Within the Senate, Gerry rose to a position of party leadership and developed a reputation as a committed internationalist. From 1919 to 1929 he served as the Democratic Whip, making him the second-ranking Democrat in the chamber. He has been described by historians as a “Wilsonian Moralist,” reflecting his support for President Woodrow Wilson’s foreign policy and the crusade for the League of Nations. Despite the often sharp partisan divide between Democrats and Republicans during his first stint in the Senate, Gerry maintained cordial working relationships across the aisle, including with the Republican Majority Whip, Senator Charles Curtis of Kansas, who later became Senate Majority Leader and Vice President of the United States. In 1928 Gerry was defeated for re-election by Republican Felix Hebert, temporarily ending his Senate career.

Gerry’s defeat in 1928 did not mark the end of his political life. In 1934 he ran again for the Senate in a rematch against Felix Hebert and was victorious, thereby becoming the only U.S. Senator in American history to lose a Senate seat and later regain it from the same opponent. He returned to the Senate in January 1935 and was re-elected in 1940, serving through the New Deal era and World War II. He did not seek re-election in 1946, concluding his long Senate service, which, taken together with his earlier House term, made him a central Rhode Island Democratic figure in national politics from the Wilson administration through the early Cold War period.

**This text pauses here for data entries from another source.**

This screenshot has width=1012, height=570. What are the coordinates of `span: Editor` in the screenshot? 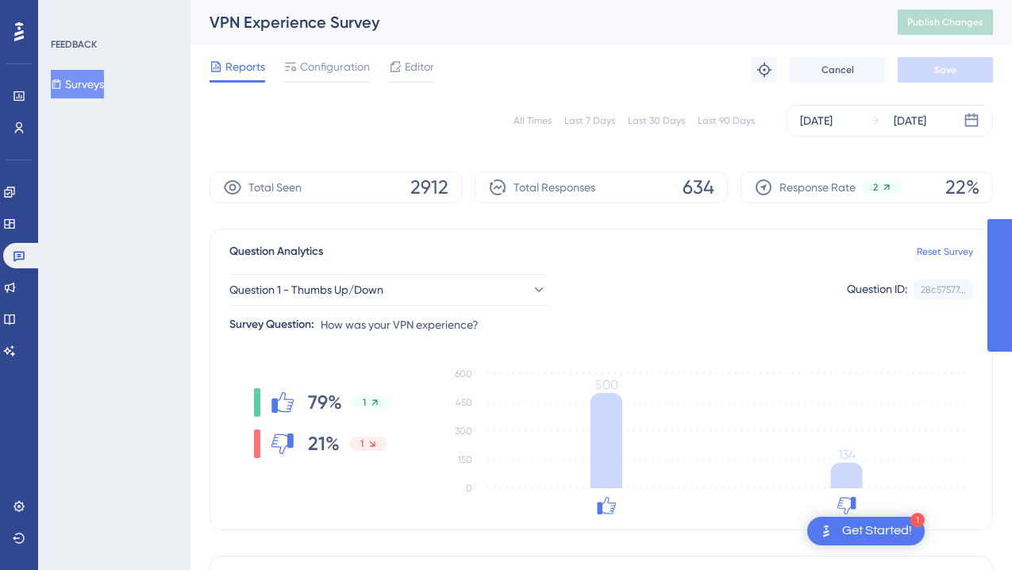 It's located at (419, 67).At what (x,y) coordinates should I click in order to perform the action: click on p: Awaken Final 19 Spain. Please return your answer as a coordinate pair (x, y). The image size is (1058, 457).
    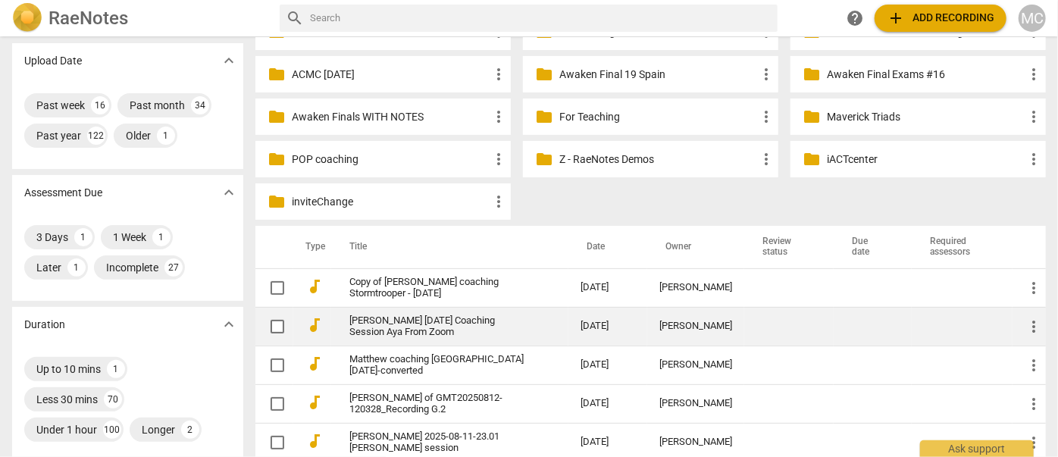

Gerry’s personal life intersected with some of the most prominent families in American society. In 1910 he married Mathilde Scott Townsend (1885–1949), daughter of Richard H. Townsend, president of the Erie and Pittsburgh Railroad, and granddaughter of William Lawrence Scott, a Pennsylvania railroad and coal magnate and former member of the U.S. House of Representatives from Pennsylvania. The couple had no children and divorced in 1925. Later that same year, Mathilde married diplomat Sumner Welles, who had divorced his wife, Esther Slater, in 1923; at the time, rumors circulated in Washington that an affair between Welles and Mathilde had contributed to the dissolution of both marriages. On October 22, 1925, Gerry married Edith Stuyvesant Dresser (1873–1958), the widow of George Washington Vanderbilt II. Edith, a daughter of Maj. George Warren Dresser, was the mother of Cornelia Stuyvesant Vanderbilt, who married John Francis Amherst Cecil, son of Lord William Cecil and Mary Rothes Margaret Tyssen-Amherst, 2nd Baroness Amherst of Hackney. Through this marriage, Gerry became connected to the Vanderbilt family and their extensive social and philanthropic networks.

Peter Goelet Gerry died on October 31, 1957, in Providence, Rhode Island. His elder brother, Robert Livingston Gerry, died several hours later in Delhi, New York, marking the near-simultaneous passing of two members of a prominent American family. Gerry was buried at St. James Cemetery in Hyde Park, New York. His widow, Edith Stuyvesant Dresser Gerry, survived him by a little more than a year and died on December 21, 1958.